Former President Bill Clinton will make stops in Minneapolis and Duluth Tuesday to stump on Obama's behalf. The trip was announced Monday, after a poll over the weekend suggested a close race between the president and his GOP rival Mitt Romney.
That survey, conducted by Mason-Dixon for the Star Tribune, was taken entirely after the final presidential debate. It indicated the president with a three point advantage over Romney among likely Minnesota voters. Forty-seven percent of respondents said they would back the president and 44% said they support Romney. Obama's advantage was within the survey's 3.5 percentage point sampling error.
The poll also showed Libertarian candidate Gary Johnson with 2% support of likely voters in the state.
Sunday's poll - paired with small ad buys by the Obama and Romney campaigns in Minnesota - suggest a tightening race in a state that turned out overwhelmingly for then-Illinois Sen.

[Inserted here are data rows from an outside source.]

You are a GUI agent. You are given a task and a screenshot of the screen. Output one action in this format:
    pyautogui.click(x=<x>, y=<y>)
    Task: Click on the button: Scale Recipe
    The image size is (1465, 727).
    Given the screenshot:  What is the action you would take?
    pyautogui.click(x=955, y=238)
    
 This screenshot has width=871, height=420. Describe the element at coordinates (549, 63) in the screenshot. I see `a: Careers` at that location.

Obama in 2008. Obama took 54% of the vote in Minnesota four years ago, compared to 44% that went to Arizona Sen. John McCain.
The last Republican presidential candidate to win Minnesota was Richard Nixon in 1972. The state carries a prize of ten electoral votes.
Republican's believe there is some movement in Minnesota toward the GOP while Democrats billed the ad buy as a ploy to generate buzz about a close race that does not exist.
On a conference call Monday, top Obama adviser David Axelrod said the Obama team was "not going to surrender any territory there," but said he was confident of a win in the Land of 10,000 Lakes.
An earlier poll from St. Cloud State University, taken from October 15-21 and released Friday, indicated Obama with an eight point edge over Romney, 53% to Romney's 45%. Like the Star Tribune poll, the result was within the sampling error.
CNN's Dana Davidsen contributed to this report.